"Well, at least it's not toxic." Kamala glanced down at her bare midriff. The only clothes she had were the double sports bra and cargo skirt she'd been wearing when this whole screwed-up adventure began. Not the kind of things you wanna be wearing when you're stepping into an atmosphere that might burn right through your skin.
But she and Roger had been walking around for nearly half an hour, and there'd been no burning sensations or blistering or fizzling and dissolving.
"Yeah, there's that, at least." The glow from his ultratool's holofield diffused through the thick fog around it. The display showed the outline of the corridor ahead, which appeared to stretch into infinity.
Kamala's 'tool gave her the same information, sending it straight into her brain and overlaying a grid in her field of vision to show her where the walls and ceiling were.
She checked its motion and heat sensors and found nothing within its range.
"I wonder if this ship's automated," she muttered. "If it had a crew, they wouldn't be able to see more than two feet in front of their faces."
"Assuming they have eyes like ours. Maybe they see in infrared. Or, hell, even radio waves."
"Huh. Yeah, that could be." She shook her head. "If they're that different from us, we may never figure out what their motivations are -- why they abducted us."
"I'm curious, too, but not curious enough to stick around."
"Good point. Getting out of here alive would be more than enough." Her motion sensor flagged a dozen points on either side of the corridor ahead, and she stopped abruptly. "Whoa."
"I see it, too." Roger nodded at the display floating in front of him.
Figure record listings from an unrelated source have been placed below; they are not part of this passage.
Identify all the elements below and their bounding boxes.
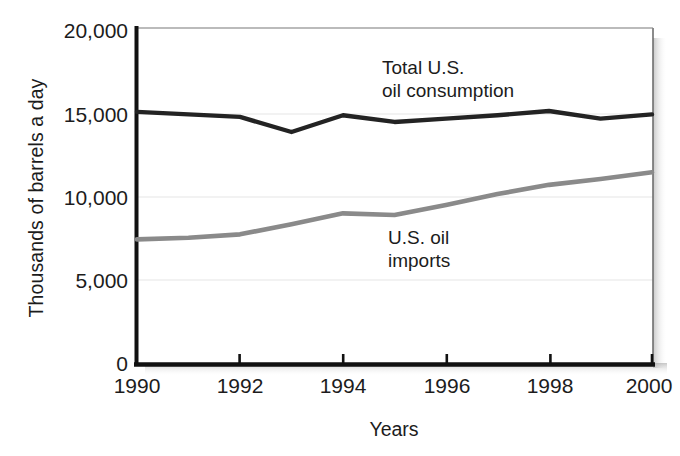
x-tick-label-1994: 1994 xyxy=(298,374,388,398)
oil-chart: Thousands of barrels a day 20,000 15,000… xyxy=(0,0,680,456)
x-tick-label-2000: 2000 xyxy=(604,374,680,398)
x-tick-label-1996: 1996 xyxy=(402,374,492,398)
x-tick-label-1990: 1990 xyxy=(92,374,182,398)
frame-shadow-right xyxy=(653,38,667,368)
annotation-total-us-oil-consumption: Total U.S. oil consumption xyxy=(382,56,514,102)
x-axis-title: Years xyxy=(135,418,653,441)
x-axis-tick-labels: 1990 1992 1994 1996 1998 2000 xyxy=(0,374,680,406)
x-tick-label-1992: 1992 xyxy=(195,374,285,398)
annotation-us-oil-imports: U.S. oil imports xyxy=(388,226,450,272)
x-tick-label-1998: 1998 xyxy=(505,374,595,398)
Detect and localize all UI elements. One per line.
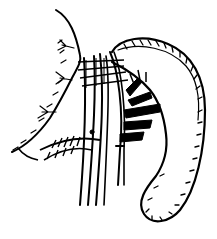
clamp-3 — [96, 54, 102, 205]
clamp-4 — [104, 56, 108, 205]
vessel-branch-low — [38, 106, 56, 118]
clamp-1 — [80, 58, 85, 205]
clamp-hinge — [90, 130, 94, 134]
ligature-band — [78, 58, 128, 88]
left-organ-outline — [12, 10, 80, 152]
left-organ-hatching — [13, 40, 66, 150]
anatomical-illustration — [0, 0, 217, 239]
illustration-canvas — [0, 0, 217, 239]
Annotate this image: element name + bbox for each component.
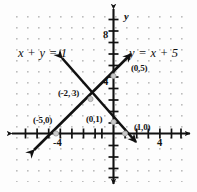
equation-label-x-plus-y-equals-1: x + y = 1 <box>18 47 67 60</box>
point-intersection-marker <box>88 96 93 101</box>
point-0-1-marker <box>111 119 116 124</box>
grid-dots <box>14 10 186 182</box>
y-axis-tick-label-4: 4 <box>103 77 108 88</box>
coordinate-graph-figure: x + y = 1 y = x + 5 (-2, 3) (0,5) (0,1) … <box>0 0 197 192</box>
y-axis-tick-label-8: 8 <box>103 30 108 41</box>
x-axis-tick-label-4: 4 <box>157 138 162 149</box>
equation-label-y-equals-x-plus-5: y = x + 5 <box>129 47 178 60</box>
x-axis-tick-label-neg4: -4 <box>53 138 62 149</box>
point-neg5-0-marker <box>53 131 58 136</box>
point-label-neg5-0: (-5,0) <box>33 116 52 125</box>
point-label-1-0: (1,0) <box>134 123 150 132</box>
point-0-5-marker <box>111 73 116 78</box>
graph-canvas <box>0 0 197 192</box>
point-label-0-5: (0,5) <box>131 64 147 73</box>
point-label-intersection: (-2, 3) <box>58 89 79 98</box>
y-axis-name-label: y <box>124 12 129 23</box>
point-1-0-marker <box>122 131 127 136</box>
point-label-0-1: (0,1) <box>86 115 102 124</box>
Kamala swept her ultratool over the corridor and more outlines appeared in her heads-up display. "Looks like a bunch of doors just opened."
"Yeah. I wonder why we didn't detect them before. Our 'tools should've been able to."
"Maybe all the walls are seamless until the crew needs a door, then it just kind of morphs out of the wall."
"Like programmable matter? Creepy, but yeah, that'd definitely keep any doors off our scanners until …"
A low, rumbling growl came from the fog ahead, and Roger froze, staring down the corridor and holding his breath.
Kamala's hearts pounded. She pointed her ultratool straight ahead and tried to stop her hands from shaking. An outline of a horse-sized animal with six legs launched out of the fifth doorway on the right and charged straight toward her and Roger. Her first impulse was to scream, but she couldn't even suck in a breath.
Roger let out an incoherent scream, grabbed Kamala's hand, turned and bolted.
He barely traveled a single step before he slammed into a wall. He staggered back and fell on his ass.
The corridor behind them was gone. Kamala's pounding hearts revved up a few more notches. She turned back just as the creature emerged from the fog. She caught a glimpse of a dark orange body covered with scales and a mouth like an alligator filled with three rows of teeth before it landed on top of Roger.
Roger threw his arm up in front of his face and the animal bit down on it.
Kamala dropped her ultratool, lunged at the creature, and pummeled it with all four fists. It released him and snapped at her. She shoved it away and slithered toward Roger, keeping her gaze locked onto it as it charged again.
"Kamala!" He reached out to her.
She leaped between him and the creature, letting it plow into her -- then she coiled her body around it and squeezed. Breath rushed out of its mouth and its eyes widened. She cinched herself tighter, putting everything she had into it until the animal's bones snapped and crunched under her skin. Even then, she continued tightening her grip.
Its movements grew weaker as it struggled for breath. Blue fluid -- blood, probably -- poured from its nose and mouth. Kamala kept the pressure on until it stopped moving. She waited a few more seconds before loosening her grip. She flung it away and scooted back to Roger.
The creature rolled across the floor and hit the wall. She stared at it, expecting it to spring back to life at any second, but it remained limp, eyes frozen open and spiked tongue dangling out of its mouth.
She put her arms around Roger. "You okay?"
"I think so." He ran his ultratool over his body and stared at its display. "Yeah, no suit tears, broken bones, or anything like that. Heart rate's through the roof, though."
"Mine, too." She held him for several more seconds before helping him get back on his feet. She pinged her ultratool and its location relative to her body appeared in her mind. She picked it up and scanned the wall that had been a long corridor a moment ago. "What the hell? I can't get any readings beyond this wall."
"It's like a bulkhead door, except I can't find a doorway or any seams or cracks. Looks like you might be right about the walls 'morphing.'" He leaned against the wall and took a few ragged breaths. He raised his trembling hands and shook his head. "Oh, shit, I thought …"
"So did I." She hugged him again. What had almost happened to him, and what she'd just done, started to sink in, and she sobbed. He held her gently until she regained control of herself. She sniffled and moved forward slowly, keeping both left arms around him. "Come on. Let's find a way out of here."